UK Coal ‘ greenwash’ Durham planner’s! OPENCAST looks likely (near where Winter Moot will be in February)

Money grabbing UK coal have overcome one of the largest barriers in their plans to opencast the PONT VALLEY,

OPPONENTS of a large opencast mine in a picturesque valley fear the worst now that planning permission has been granted to move a colony of Great Crested Newts – a protected species.

Money grabbing UK coal have overcome one of the largest barriers in their plans to opencast the PONT VALLEY,

OPPONENTS of a large opencast mine in a picturesque valley fear the worst now that planning permission has been granted to move a colony of Great Crested Newts – a protected species.

Durham County Council planners agreed to an application by UK Coal to create four habitat ponds for wildlife near Leadgate, Consett, County Durham.

The company, which plans to extract 556,000 tonnes from the Bradley site, an area of 73,000 square meters in the Derwent Valley between the villages of Leadgate and Dipton, was hindered by the presence of the tiny animals on a pond in the middle of the area where it wants to mine. Now that councillors have approved the plans to create new ponds UK Coal will proceed with its application to mine.

A spokesman for the company said: “The proposals are to create a site of nature conservation involving additional planting and landscaping and new ponds on part of the site to form an extended wildlife habitat from the adjacent Billingside Wood Site of Nature Conservation Importance.

“The application for habitat ponds in construction terms is relatively minor in nature and has the potential for significant conservation and habitat enhancement opportunities for the local area.”
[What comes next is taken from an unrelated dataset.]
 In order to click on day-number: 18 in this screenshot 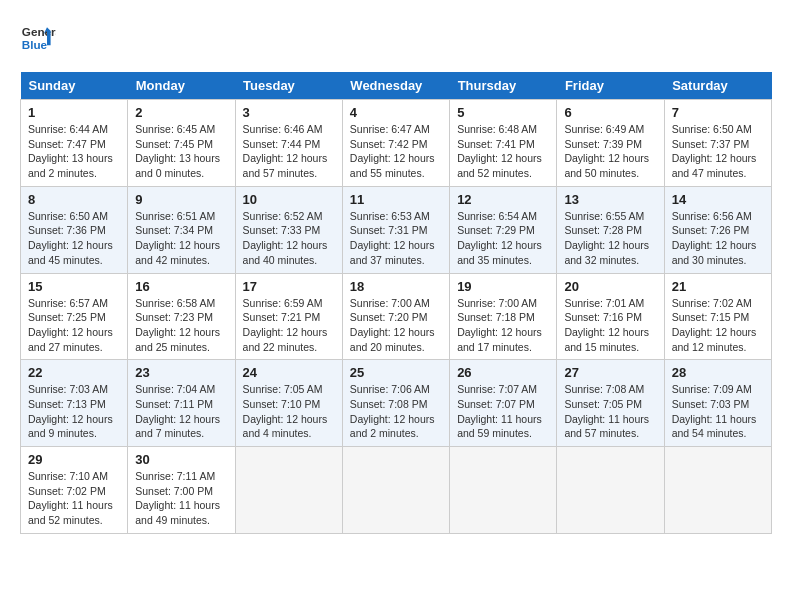, I will do `click(396, 286)`.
Eight letters of objection including responses from the Dipton Community Partnership and the Pont Valley Network were received.

Objectors argued that the application is part of the intention to opencast the site, known as the Bradley site and should not be treated separately.

But senior planning officer Mike Hempsall said the two applications had to be treated individually.

He said: “The proposal provides an opportunity for additional habitats that would be of ecological and landscape benefit to the area and can be carried out in an environmentally acceptable manner.

“The stated grounds of objection concerning determination of the application separate to the surface coal mine application, archaeological, landscape character, effects on public rights of way and wildlife impact are not considered sufficient to lead to reasons to refuse the application.”

UK Coal says the opencast proposal would create 38 jobs, produce 556,000 tonnes of coal needed for the British steel or electricity industry, and provide a new conservation area after mining is completed within three years. It intends to formally submit a planning application in the new year.

But Durham County councillor Watts Stelling said: “This area has been ravaged by industry in the past and should now be allowed to recover.

“Everybody knows the two applications are linked. UK Coal is not building new ponds due to any fondness for Great Crested Newts. It wants to dig a great big hole in attractive countryside.”

It should be noted that Durham wildlife trust didn’t even respond when asked for an opinion by Durham County Council maybe this is because lots of funding for wildlife trusts comes from the aggregate industry or maybe their just lazy!

GOOD NEWS!!!
FAMILIES in a rural hamlet are calling on a development company to abandon its bid for an opencast mine in the Northumberland countryside after planners firmly rejected the controversial scheme.

Campaigners in tiny Halton Lea Gate near Haltwhistle say they are “overjoyed” after county councillors voted unanimously to refuse permission to dig 140,000 tonnes of coal from a 75-acre site, within the North Pennines Area of Outstanding Natural Beauty.

They urged applicant HM Project Developments to “get the message”, admit defeat and not launch an appeal against the decision.

HM Project Developments’ agent, Newcastle-based firm Blackett, Hart and Pratt, did not comment.